Poet and Berkeley English Lecturer Jesse Nathan Explores Poetry Through “One Question, Short Conversations with Poets"

One question, one answer—it’s so simple. And yet it has this sense of immense possibility, like one life. The feeling, partly an illusion, that you can go anywhere with that one query.
Jesse Nathan
May 6, 2026

The Department of English is pleased to announce the publication of , a new collection by poet, editor, and 91¶¶Ňő Berkeley English Lecturer Jesse Nathan, now available from McSweeney's. Drawn from Nathan’s widely admired interview series published over several years at McSweeney’s Internet Tendency, the book gathers together a remarkable range of contemporary poets in a deceptively simple form: one poet, one question. The resulting conversations are compact and vital.

 I find poetry to be very freeing because the process can be so aleatory. But during the pandemic, I resisted writing the way I wrote before—which is to create these elaborate worlds—and to just write daily poems, because our sense of time and the daily was upended. Memories are carved when changes of space occur, but if you’re in the same space, on Zoom, how does that affect memory? 

- Excerpted from in One Question

The collection features conversations with many of the most influential living poets writing in English and in translation, including Diane Seuss, Arthur Sze, Yusef Komunyakaa, Jorie Graham, Frank Bidart, RaĂşl Zurita, Robert Hass, Cathy Park Hong, Ross Gay, Safiya Sinclair, and Fady Joudah, among many others. The book, says ˛Ńł¦ł§·É±đ±đ˛Ô±đ˛â’s, “loung[es] at the intersection of conversation and poetry, of essay and dialogue,” capturing not only the voices of individual poets but also a larger portrait of contemporary poetry itself. Nathan, whose work often explores the relationship between poetry, criticism, and public conversation, has long been recognized for his ability to create intimate and searching exchanges with writers. In One Question, brevity becomes the form itself. The conversations are compact enough to read in a single sitting, yet expansive enough to linger. 

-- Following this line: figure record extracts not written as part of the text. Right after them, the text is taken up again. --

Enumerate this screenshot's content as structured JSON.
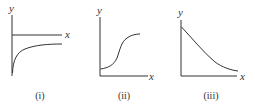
{
  "graphs": [
    {
      "caption": "(i)",
      "x_label": "x",
      "y_label": "y",
      "description": "Curve below x-axis approaching it asymptotically from below (e.g. y = -1/x type)"
    },
    {
      "caption": "(ii)",
      "x_label": "x",
      "y_label": "y",
      "description": "Sigmoid (S-shaped) curve starting above origin and leveling off"
    },
    {
      "caption": "(iii)",
      "x_label": "x",
      "y_label": "y",
      "description": "Decreasing concave-up curve starting on y-axis decaying toward x-axis"
    }
  ],
  "colors": {
    "ink": "#333333",
    "background": "#ffffff"
  }
}
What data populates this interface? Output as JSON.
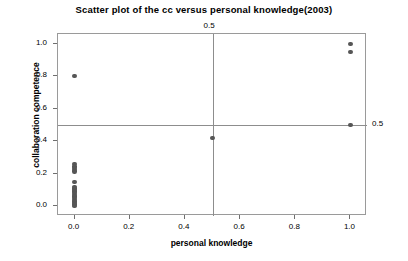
{
  "chart_data": {
    "type": "scatter",
    "title": "Scatter plot of the cc versus personal knowledge(2003)",
    "xlabel": "personal knowledge",
    "ylabel": "collaboration competence",
    "xlim": [
      -0.06,
      1.06
    ],
    "ylim": [
      -0.06,
      1.06
    ],
    "grid": false,
    "legend": null,
    "xticks": [
      0.0,
      0.2,
      0.4,
      0.6,
      0.8,
      1.0
    ],
    "xticklabels": [
      "0.0",
      "0.2",
      "0.4",
      "0.6",
      "0.8",
      "1.0"
    ],
    "yticks": [
      0.0,
      0.2,
      0.4,
      0.6,
      0.8,
      1.0
    ],
    "yticklabels": [
      "0.0",
      "0.2",
      "0.4",
      "0.6",
      "0.8",
      "1.0"
    ],
    "reference_lines": [
      {
        "orientation": "vertical",
        "value": 0.5,
        "label": "0.5",
        "label_position": "top"
      },
      {
        "orientation": "horizontal",
        "value": 0.5,
        "label": "0.5",
        "label_position": "right"
      }
    ],
    "marker_color": "#565656",
    "points": [
      {
        "x": 0.0,
        "y": 0.8
      },
      {
        "x": 0.0,
        "y": 0.26
      },
      {
        "x": 0.0,
        "y": 0.245
      },
      {
        "x": 0.0,
        "y": 0.235
      },
      {
        "x": 0.0,
        "y": 0.225
      },
      {
        "x": 0.0,
        "y": 0.215
      },
      {
        "x": 0.0,
        "y": 0.15
      },
      {
        "x": 0.0,
        "y": 0.12
      },
      {
        "x": 0.0,
        "y": 0.11
      },
      {
        "x": 0.0,
        "y": 0.1
      },
      {
        "x": 0.0,
        "y": 0.09
      },
      {
        "x": 0.0,
        "y": 0.08
      },
      {
        "x": 0.0,
        "y": 0.07
      },
      {
        "x": 0.0,
        "y": 0.06
      },
      {
        "x": 0.0,
        "y": 0.05
      },
      {
        "x": 0.0,
        "y": 0.04
      },
      {
        "x": 0.0,
        "y": 0.03
      },
      {
        "x": 0.0,
        "y": 0.02
      },
      {
        "x": 0.0,
        "y": 0.01
      },
      {
        "x": 0.0,
        "y": 0.0
      },
      {
        "x": 0.5,
        "y": 0.42
      },
      {
        "x": 1.0,
        "y": 1.0
      },
      {
        "x": 1.0,
        "y": 0.95
      },
      {
        "x": 1.0,
        "y": 0.5
      }
    ]
  }
}
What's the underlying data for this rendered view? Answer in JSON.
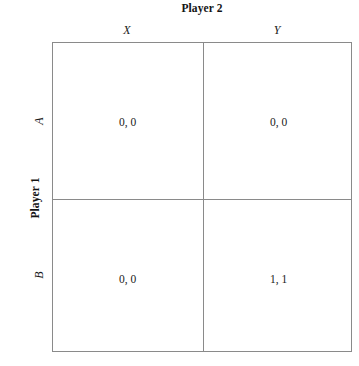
{
  "figure": {
    "column_player_title": "Player 2",
    "row_player_title": "Player 1",
    "column_headers": [
      "X",
      "Y"
    ],
    "row_headers": [
      "A",
      "B"
    ],
    "caption": "",
    "colors": {
      "border": "#8a8a8a",
      "background": "#ffffff",
      "text": "#1a1a1a"
    }
  },
  "chart_data": {
    "type": "table",
    "title": "Player 2",
    "xlabel": "Player 2",
    "ylabel": "Player 1",
    "categories": [
      "X",
      "Y"
    ],
    "row_categories": [
      "A",
      "B"
    ],
    "cells": [
      [
        {
          "row": "A",
          "col": "X",
          "text": "0, 0",
          "payoffs": [
            0,
            0
          ]
        },
        {
          "row": "A",
          "col": "Y",
          "text": "0, 0",
          "payoffs": [
            0,
            0
          ]
        }
      ],
      [
        {
          "row": "B",
          "col": "X",
          "text": "0, 0",
          "payoffs": [
            0,
            0
          ]
        },
        {
          "row": "B",
          "col": "Y",
          "text": "1, 1",
          "payoffs": [
            1,
            1
          ]
        }
      ]
    ],
    "grid": true,
    "legend": "none"
  }
}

I admire poetry that invites the reader in as a co-creator of meaning, atypical to the vertical plunge of some contemporary constructed poems of acceleration which does little for hearts and minds.

- Excerpted from (1991-92 Holloway Lecturer in the Practice of Poetry at 91¶¶Ňő Berkeley English). 

Published for the first time in print together, One Question: Short Conversations with Poets offers readers an unusually immediate encounter with some of the defining poetic voices of the present moment. The Department of English congratulates Jesse Nathan on this publication.